Honor is the greatest poet.
~ Dante Alighieri
A poet's hope: to be, like some valley cheese, local, but prized elsewhere.
~ W. H. Auden
Of course, you would have to be insane to hope your child grows up to be a playwright or poet. Given the odds, you would have to be quite cavalier about your children's future.
~ Mark Helprin
I hope I'm not implying role of contemporary poet for myself, although there's a kind of resonant paradigm. It's traditionally a difficult role.
~ Anne Waldman
I'm a poet, and I like my lies the way my mother used to make them.

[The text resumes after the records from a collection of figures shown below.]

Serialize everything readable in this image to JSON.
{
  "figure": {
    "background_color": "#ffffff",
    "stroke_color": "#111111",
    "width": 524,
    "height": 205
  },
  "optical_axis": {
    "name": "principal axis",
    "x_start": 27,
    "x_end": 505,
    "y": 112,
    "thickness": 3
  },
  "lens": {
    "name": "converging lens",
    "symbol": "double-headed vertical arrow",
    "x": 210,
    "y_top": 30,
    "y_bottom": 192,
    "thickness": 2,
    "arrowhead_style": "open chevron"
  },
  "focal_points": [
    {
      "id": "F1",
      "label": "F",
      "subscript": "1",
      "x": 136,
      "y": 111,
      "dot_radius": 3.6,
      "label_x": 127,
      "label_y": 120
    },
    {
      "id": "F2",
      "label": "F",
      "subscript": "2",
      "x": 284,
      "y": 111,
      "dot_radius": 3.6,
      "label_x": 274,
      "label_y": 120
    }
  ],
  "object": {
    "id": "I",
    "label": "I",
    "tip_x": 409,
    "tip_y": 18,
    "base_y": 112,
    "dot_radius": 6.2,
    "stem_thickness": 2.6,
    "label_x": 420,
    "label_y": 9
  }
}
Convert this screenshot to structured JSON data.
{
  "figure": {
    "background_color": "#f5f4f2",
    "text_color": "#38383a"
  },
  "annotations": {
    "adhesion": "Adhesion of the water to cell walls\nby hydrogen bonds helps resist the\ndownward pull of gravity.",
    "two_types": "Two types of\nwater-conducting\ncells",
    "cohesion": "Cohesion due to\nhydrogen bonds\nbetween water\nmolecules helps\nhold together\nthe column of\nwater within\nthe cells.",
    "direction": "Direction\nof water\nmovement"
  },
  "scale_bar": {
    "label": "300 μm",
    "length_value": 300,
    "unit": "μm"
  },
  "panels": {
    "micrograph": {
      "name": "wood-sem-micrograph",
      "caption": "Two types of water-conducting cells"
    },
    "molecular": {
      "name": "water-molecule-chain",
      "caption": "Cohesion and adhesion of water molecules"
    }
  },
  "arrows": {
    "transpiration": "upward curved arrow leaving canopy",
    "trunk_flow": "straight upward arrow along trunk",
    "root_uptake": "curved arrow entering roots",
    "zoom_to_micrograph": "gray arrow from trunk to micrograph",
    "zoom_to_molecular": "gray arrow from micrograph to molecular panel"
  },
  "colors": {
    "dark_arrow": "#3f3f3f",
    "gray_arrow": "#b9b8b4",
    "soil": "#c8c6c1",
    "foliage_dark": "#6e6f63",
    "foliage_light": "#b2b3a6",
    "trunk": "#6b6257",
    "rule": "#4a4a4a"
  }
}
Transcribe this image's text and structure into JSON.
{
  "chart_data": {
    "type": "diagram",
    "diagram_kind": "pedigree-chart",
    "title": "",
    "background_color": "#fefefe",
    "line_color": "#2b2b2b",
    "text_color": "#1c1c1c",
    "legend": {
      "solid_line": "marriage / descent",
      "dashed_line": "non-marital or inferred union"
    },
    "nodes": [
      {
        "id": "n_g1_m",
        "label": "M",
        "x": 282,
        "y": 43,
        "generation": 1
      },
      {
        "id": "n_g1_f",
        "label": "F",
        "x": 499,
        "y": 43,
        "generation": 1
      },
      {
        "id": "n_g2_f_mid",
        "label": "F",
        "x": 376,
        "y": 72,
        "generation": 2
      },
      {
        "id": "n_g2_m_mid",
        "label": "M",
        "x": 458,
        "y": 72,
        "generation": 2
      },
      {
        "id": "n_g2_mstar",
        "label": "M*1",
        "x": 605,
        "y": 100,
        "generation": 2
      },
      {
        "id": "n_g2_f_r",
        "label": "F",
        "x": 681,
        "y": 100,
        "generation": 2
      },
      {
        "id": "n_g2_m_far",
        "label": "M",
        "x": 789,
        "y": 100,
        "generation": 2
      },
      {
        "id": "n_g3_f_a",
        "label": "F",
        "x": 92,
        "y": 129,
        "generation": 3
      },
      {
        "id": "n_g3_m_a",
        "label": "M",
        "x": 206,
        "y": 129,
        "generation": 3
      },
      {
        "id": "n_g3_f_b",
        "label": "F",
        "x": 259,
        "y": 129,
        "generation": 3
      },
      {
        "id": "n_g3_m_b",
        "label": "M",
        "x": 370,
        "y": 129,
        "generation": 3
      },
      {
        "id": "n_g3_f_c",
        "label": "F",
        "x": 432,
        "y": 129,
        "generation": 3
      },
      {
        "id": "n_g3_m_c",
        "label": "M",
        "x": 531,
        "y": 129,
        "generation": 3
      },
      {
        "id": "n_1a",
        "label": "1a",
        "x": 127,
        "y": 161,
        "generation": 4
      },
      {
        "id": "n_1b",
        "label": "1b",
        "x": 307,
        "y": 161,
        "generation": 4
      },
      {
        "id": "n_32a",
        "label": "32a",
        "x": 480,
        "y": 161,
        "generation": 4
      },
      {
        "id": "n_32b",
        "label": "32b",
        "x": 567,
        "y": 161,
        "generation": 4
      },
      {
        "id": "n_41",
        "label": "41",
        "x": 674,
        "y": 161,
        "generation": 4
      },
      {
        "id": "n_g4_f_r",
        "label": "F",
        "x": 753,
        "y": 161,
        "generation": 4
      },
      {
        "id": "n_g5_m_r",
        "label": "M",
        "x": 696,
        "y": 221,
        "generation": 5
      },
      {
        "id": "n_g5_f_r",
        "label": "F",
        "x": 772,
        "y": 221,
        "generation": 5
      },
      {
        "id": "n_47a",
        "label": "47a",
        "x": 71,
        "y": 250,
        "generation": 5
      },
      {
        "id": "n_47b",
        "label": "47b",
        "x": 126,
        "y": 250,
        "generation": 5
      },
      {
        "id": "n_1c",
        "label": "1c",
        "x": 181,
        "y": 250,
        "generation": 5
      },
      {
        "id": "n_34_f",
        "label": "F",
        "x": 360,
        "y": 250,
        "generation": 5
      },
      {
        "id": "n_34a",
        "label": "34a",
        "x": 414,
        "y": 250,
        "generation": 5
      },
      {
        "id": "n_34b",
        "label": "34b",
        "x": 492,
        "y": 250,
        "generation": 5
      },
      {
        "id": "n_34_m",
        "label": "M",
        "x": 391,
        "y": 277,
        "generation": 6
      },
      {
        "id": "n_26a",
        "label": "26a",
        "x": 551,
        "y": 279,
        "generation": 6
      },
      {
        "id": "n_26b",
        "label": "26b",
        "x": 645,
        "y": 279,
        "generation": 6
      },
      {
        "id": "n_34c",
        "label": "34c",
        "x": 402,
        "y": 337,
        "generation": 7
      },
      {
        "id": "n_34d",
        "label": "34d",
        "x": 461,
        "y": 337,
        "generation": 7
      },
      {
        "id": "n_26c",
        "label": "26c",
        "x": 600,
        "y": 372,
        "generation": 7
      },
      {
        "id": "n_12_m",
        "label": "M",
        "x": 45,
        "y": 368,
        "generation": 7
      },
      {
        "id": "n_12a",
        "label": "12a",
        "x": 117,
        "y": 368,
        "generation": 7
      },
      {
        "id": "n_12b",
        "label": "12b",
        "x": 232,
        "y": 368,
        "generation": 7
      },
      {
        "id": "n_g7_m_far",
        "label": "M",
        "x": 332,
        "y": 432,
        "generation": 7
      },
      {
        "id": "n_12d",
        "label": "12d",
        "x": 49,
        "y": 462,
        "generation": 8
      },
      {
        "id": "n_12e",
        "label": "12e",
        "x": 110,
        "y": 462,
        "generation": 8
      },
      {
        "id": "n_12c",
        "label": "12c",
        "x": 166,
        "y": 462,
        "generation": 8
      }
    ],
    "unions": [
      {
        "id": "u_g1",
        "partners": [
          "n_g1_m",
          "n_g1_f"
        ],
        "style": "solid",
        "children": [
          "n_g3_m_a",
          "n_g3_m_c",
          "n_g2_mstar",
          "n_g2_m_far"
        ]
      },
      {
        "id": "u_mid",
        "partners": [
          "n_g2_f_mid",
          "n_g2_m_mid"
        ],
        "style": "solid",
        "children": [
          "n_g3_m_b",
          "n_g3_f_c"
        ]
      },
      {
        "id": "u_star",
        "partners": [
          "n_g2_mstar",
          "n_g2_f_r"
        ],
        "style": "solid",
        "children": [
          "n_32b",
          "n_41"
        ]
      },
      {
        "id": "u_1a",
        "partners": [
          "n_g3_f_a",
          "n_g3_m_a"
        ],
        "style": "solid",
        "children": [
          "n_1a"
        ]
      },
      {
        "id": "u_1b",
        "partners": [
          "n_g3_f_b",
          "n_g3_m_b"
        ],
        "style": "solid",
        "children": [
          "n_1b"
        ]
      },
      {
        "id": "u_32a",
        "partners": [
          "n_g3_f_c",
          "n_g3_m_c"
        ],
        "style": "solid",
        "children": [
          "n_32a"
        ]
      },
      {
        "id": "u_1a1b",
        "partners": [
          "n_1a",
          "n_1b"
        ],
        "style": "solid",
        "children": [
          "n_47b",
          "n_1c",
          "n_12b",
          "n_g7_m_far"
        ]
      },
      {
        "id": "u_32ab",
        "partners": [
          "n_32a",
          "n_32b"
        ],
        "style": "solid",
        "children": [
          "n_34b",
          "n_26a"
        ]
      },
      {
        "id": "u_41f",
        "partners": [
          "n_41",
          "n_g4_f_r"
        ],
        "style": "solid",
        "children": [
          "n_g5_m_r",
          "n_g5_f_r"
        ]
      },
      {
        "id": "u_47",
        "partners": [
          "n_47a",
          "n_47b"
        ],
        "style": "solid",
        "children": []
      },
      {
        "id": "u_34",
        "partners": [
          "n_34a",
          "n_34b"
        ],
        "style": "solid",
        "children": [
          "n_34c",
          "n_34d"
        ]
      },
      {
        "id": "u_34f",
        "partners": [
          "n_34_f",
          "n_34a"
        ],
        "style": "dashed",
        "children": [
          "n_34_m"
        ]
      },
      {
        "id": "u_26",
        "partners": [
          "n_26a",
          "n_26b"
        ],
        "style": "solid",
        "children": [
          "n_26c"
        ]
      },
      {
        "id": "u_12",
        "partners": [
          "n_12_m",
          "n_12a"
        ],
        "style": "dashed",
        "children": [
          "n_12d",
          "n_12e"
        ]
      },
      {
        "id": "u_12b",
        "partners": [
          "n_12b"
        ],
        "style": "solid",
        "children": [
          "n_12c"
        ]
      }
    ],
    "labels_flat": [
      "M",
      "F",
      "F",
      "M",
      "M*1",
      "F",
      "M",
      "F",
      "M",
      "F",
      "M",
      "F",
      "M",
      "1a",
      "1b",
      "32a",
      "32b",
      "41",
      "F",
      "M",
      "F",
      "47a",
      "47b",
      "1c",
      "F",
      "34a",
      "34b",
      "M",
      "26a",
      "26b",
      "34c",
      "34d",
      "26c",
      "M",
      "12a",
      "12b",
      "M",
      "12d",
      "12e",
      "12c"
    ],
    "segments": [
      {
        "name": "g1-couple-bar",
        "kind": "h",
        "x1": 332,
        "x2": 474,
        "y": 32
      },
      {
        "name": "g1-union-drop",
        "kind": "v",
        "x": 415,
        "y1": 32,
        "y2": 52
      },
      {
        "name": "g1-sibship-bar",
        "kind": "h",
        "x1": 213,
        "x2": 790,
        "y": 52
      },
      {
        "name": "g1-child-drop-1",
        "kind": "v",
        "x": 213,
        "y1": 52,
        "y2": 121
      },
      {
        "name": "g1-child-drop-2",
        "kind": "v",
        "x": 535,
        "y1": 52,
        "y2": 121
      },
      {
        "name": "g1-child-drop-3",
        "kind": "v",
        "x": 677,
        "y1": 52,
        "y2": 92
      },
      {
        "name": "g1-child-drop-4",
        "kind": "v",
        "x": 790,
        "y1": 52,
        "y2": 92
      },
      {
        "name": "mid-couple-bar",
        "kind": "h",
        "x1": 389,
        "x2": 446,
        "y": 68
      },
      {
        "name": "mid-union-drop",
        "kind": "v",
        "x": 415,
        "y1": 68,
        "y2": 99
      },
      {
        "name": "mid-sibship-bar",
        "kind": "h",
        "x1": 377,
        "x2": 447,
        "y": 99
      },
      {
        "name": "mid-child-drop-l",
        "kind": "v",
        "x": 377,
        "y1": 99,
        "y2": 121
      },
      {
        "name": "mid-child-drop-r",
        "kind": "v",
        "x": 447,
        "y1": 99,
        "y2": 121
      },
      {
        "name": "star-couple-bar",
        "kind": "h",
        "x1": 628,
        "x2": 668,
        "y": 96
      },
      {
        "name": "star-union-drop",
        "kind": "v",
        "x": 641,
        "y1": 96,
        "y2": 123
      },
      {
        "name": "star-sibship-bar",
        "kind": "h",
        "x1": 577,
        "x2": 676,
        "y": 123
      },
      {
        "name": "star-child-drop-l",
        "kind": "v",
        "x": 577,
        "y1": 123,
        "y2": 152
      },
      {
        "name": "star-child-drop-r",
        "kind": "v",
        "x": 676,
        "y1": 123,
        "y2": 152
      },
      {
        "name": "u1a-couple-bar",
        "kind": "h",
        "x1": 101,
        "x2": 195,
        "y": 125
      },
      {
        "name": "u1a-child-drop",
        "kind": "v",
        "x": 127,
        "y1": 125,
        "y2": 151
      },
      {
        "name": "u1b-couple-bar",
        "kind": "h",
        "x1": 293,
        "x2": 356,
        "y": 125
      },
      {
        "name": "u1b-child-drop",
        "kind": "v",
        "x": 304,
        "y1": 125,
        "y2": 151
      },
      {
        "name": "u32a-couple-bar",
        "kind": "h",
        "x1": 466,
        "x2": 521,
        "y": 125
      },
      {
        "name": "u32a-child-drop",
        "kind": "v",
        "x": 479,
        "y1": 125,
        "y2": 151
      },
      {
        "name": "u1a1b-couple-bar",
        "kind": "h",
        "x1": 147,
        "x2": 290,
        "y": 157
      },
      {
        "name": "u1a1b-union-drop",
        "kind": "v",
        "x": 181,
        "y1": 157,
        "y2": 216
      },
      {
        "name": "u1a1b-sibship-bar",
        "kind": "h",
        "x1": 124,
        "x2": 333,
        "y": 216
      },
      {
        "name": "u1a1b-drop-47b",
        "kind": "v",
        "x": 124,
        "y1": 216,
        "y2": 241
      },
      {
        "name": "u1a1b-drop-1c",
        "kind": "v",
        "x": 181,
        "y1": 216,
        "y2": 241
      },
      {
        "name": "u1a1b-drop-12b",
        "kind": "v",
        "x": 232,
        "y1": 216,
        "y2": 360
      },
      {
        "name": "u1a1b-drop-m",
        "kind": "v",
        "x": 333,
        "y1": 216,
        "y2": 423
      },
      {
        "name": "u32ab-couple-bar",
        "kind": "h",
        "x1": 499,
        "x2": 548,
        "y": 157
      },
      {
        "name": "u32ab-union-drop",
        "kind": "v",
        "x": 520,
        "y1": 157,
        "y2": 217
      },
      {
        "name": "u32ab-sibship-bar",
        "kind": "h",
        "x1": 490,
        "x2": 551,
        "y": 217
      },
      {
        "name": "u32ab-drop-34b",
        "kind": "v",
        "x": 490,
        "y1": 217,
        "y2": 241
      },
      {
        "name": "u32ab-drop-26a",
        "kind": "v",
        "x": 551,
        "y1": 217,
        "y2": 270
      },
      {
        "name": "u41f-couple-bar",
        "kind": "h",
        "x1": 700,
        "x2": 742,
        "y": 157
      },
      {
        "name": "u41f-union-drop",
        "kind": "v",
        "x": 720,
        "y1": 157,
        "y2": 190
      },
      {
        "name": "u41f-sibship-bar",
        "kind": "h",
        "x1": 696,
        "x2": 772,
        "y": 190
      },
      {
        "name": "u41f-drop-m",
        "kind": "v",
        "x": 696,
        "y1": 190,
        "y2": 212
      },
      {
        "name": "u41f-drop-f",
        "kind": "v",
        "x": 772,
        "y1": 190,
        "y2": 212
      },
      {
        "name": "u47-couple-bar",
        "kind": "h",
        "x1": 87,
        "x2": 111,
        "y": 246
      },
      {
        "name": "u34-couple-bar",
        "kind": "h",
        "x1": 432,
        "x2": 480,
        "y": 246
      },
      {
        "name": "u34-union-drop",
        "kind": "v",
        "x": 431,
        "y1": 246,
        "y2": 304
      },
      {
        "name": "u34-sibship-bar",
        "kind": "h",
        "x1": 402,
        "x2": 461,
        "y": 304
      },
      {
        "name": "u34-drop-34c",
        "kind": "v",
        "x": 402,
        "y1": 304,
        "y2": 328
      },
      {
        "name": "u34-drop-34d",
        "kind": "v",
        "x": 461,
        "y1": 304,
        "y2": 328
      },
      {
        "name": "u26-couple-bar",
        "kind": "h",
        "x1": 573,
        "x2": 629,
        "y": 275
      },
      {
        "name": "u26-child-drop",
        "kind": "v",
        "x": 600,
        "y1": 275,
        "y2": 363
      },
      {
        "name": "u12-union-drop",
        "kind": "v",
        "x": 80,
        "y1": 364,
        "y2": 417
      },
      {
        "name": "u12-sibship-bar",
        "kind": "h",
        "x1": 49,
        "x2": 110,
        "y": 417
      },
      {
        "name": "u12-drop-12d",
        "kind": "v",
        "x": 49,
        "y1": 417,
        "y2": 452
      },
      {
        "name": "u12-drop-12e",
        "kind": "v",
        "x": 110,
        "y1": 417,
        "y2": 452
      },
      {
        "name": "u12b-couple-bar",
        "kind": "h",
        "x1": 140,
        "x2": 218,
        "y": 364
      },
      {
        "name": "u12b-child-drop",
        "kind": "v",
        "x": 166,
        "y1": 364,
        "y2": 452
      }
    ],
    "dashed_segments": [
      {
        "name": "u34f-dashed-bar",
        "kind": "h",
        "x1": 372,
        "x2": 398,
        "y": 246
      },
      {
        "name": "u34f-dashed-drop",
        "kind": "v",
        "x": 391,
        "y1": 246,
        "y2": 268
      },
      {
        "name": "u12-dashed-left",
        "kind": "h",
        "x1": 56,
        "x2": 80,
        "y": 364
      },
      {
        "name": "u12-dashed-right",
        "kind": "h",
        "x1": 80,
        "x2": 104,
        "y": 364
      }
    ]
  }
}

~ Aleister Crowley, Moonchild
What an ornament and safeguard is humor! Far better than wit for a poet and writer. It is a genius itself, and so defends from the insanities.
~ Walter Scott
The poet is a faker / Who's so good at his act / He even fakes the pain / Of pain he feels in fact.
~ Fernando Pessoa
What his imagination is to the poet, facts are to the historian. His exercise of judgment comes in their selection, his art in their arrangement.
~ Barbara Tuchman
One Power alone makes a Poet: Imagination. The Divine Vision.
~ William Blake
The solitude of the poet is the uniqueness of his experience, and the particulaity of his sensitivity and imagination.
~ Mieczyslaw Jastrun
The greatest poet who ever wrote about rowing is Virgil, the greatest historian is Thucydides, but the greatest imagination ever to turn its attention to the sport is that of painter, Thomas Eakins.
~ Barry S. Strauss
You don't have to suffer to be a poet; adolescence is enough suffering for anyone.
~ John Ciardi
The poet who walks by moonlight is conscious of a tide in his thought which is to be referred to lunar influence.
~ Henry David Thoreau
If thou indeed derive thy light from Heaven, Then, to the measure of that heaven-born light, Shine, Poet! In thy place, and be content. . . —WILLIAM WORDSWORTH
~ Jan Karon
[A]utumn, that season of peculiar and inexhaustible influence on the mind of taste and tenderness, that season which has drawn from every poet, worthy of being read, some attempt at description, or some lines of feeling. She occupied her mind as much as possible in such like musings and quotations...
~ Jane Austen
The epic poet is all taken up with what he called klea andron, "glorious deeds of men," of individual heroes; and what these heroes themselves ardently long and pray for is just this glory, this personal distinction, this deathless fame for their great deeds.
~ Jane Ellen Harrison
The Mountain One moment, the mountain is clear in strong morning sunlight. The next, vanished in fog. I returned to Tu Fu, afraid to look up again from my reading and find in the window moonlight - but when I do, the fog is still there, and only the ancient poet's hair has turned gray while a single wild goose passed him, silently climbing.
~ Jane Hirshfield
Such was a poet and shall be and is -who'll solve the depths of horror to defend a sunbeam's architecture with his life: and carve immortal jungles of despair to hold a mountain's heartbeat in his hand.
~ e. e. cummings
All writers are unaffiliated. The novelist, the poet, will understand the institutions they live within, including their religious traditions, as aggregate historically amended fictions. Appointing themselves as witnesses, they are necessarily independent of all institutions, including the institution of the family-which may be why nothing makes family members more nervous than the discovery that one of them is a writer.
~ E. L. Doctorow
Because of his unusual way of handling language, Cummings had to travel a long road from the time his early books were ridiculed for their eccentricity to the point at which, with Robert Frost, he was one of the two most popular poets in America.
~ E.E. Cummings
Fairest of the deathless gods. This idea the Greeks had of him is best summed up not by a poet, but by a philosopher, Plato: Love—Eros—makes his home in men's hearts, but not in every heart, for where there is hardness he departs. His greatest glory is that he cannot do wrong nor allow it; force never comes near him. For all men serve of him their own free will. And he whom Love touches not walks in darkness.
~ Edith Hamilton
In the Odyssey when a priest and a poet fall on their knees before Odysseus, praying him to spare their lives, the hero kills the priest without a thought, but saves the poet. Homer says that he felt awe to slay a man who had been taught his divine art by the gods. Not the priest, but the poet, had influence with heaven—and no one was ever afraid of a poet.
~ Edith Hamilton
A poet can do much more for his country than the proprietor of a nail factory.
~ Edmund Morris
A poet," he liked to say, "can do much more for his country than the proprietor of a nail factory.